When I'm asked to fix a bug or introduce a feature in a project I did not develope I often have this feeling that starting from scratch would safe me a lot of work, pain and effort. Altougth often this obviously is more work and seems like I suffer greatly from nih.
So what are ways you fight this urge and focus on the project or enable yourself to morph the project bit by bit to something you like more while fixing bugs or introducing features?
To make some points about me:
- I'm a fairly good programmer
- I would consider myself a python programmer, meaning I try to follow the Zen of python
- I don't really like big abstraction (more in the example below)
- Obviously sometimes I have that problem with my own code.
To make some points about the projects I talk about:
- Lately most of them are based on php but might be any language
- Propably coded by someone who never really coded big projects or in teams
- Most often with a lot of classes and pseudo-abstraction (more below)
- Most likely without comments at all
- Bad named variables, classes and functions
- A lot of redundancy for instance a lot of
style="border:1px solid black"
or the same javascript function with different names in every htm file, or classes that will call each other in turns - Huge switch statements over like a couple of hundreds of lines
- Sometimes build atop of librarys that are deprecated or just way to big for serving a very small feature set.
- Huge Codebase without really splitting up the codes in different files
- Weird globals
- Dead code in weird places (like in the switch statements)
How I try to solve it:
Lately if I have to fix something I will do so and after finding out what happens and beeing anoyed by it, I will put a lot of #TODO
s in there and fix the initial problem.
Often with this method I use the predefined functions or classes that by their name should do something completely different, making the project more horrific.
The example
I told you that I have a problem with big abstraction, by this I mean the following thing. Lately I was asked to put an invite function into a webpage. Surely enought there was an invite function but with some code missing, so I tried to use the codebase and after some hours I noticed that everything was intertwined with the lost-password recovery. So I can't really mess with that code a lot without removing that password reset.
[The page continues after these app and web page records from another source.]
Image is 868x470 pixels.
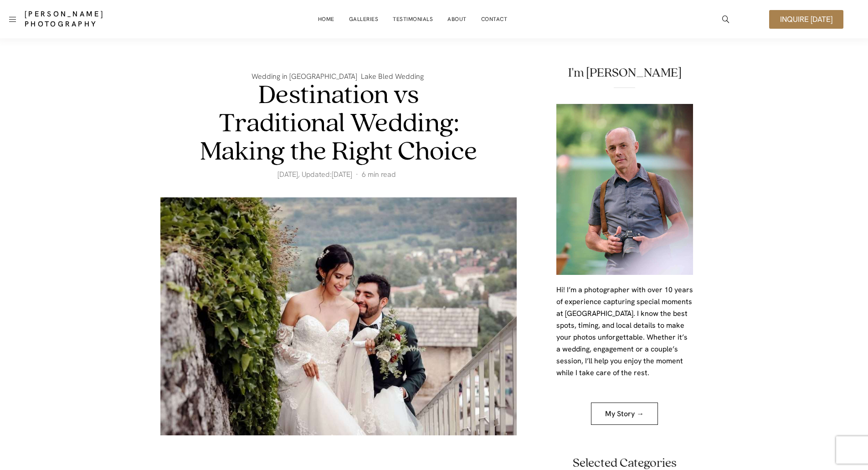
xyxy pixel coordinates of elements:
span: , Updated: [277,170,358,179]
a: My Story → [591,403,658,425]
a: Testimonials [392,10,433,28]
span: My Story → [605,410,644,418]
a: Inquire [DATE] [769,10,844,29]
h1: Destination vs Traditional Wedding: Making the Right Choice [197,82,481,166]
a: [PERSON_NAME] Photography [24,9,172,29]
a: Contact [481,10,508,28]
a: About [448,10,466,28]
a: Lake Bled Wedding [359,71,425,82]
a: Galleries [349,10,379,28]
a: Wedding in [GEOGRAPHIC_DATA] [251,71,359,82]
time: [DATE] [332,170,352,179]
h2: Selected Categories [556,456,693,469]
a: Home [318,10,334,28]
time: [DATE] [277,170,298,179]
h2: I'm [PERSON_NAME] [556,67,693,80]
span: Inquire [DATE] [780,16,832,23]
span: 6 min read [362,170,396,179]
img: Destination vs Traditional Wedding: Making the Right Choice [160,197,516,436]
a: icon-magnifying-glass34 [718,11,734,27]
p: Hi! I’m a photographer with over 10 years of experience capturing special moments at [GEOGRAPHIC_... [556,284,693,379]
The code basically worked like this:
- if an admin creates a token for the invite function he will create a token class and safe the token to the database by using an offer class
- the offer class took the token object and safed the token itself to the db and then called its
notify
function to inform the invited user. - Then the user clicks on the invite link with token, and creates the token object again to check if all is valid. Obviously you also have to create an offer object now just to clarify the matter
- After he put in his data by using the predefined data from the admin read via a register class that returns a kind of user class object, he is send to validate his token again with the token/offer class
- Then he will create a registerinvite class that is basically the register class with one additional function the
registerinvite
function, that takes an offer object, a token object and the data submitted by the user again checks it, and then sends the data to the initial register class that does the rest then. - On error the
registerinvite
function returns false and will set the$_SESSION['e']
field to some language specific error string, that will indicate the code that registerinvite has failed and this string should appear. - This is done by reloading the page with
header("Location: .")
reading$_SESSION['e']
into$e
and then unsetting$_SESSION['e']
. - After this the token/offer check is done yet again but stopped before trying to
registerinvite
because there is no post data. And then the error is shown in the form. - To mess things up totally all the functions involved except for the
registerinvite
-step are used in the password reset thing. Even thoughtoffer
does indicate something else.
Conclusion
- Somebody learned OOP but didn't learn to use it where it is needed
- Everything is intertwined, so it might break if I change it in the slighest
- There is a straightforward implementation using less functions and classes
- it is hard to understand the control flow
- some globals serve a weird purpose
- and what not
I'm sorry that I took so much text to clarify the issue while not really clarifying anything. This is a soft question, so every help is appriciated.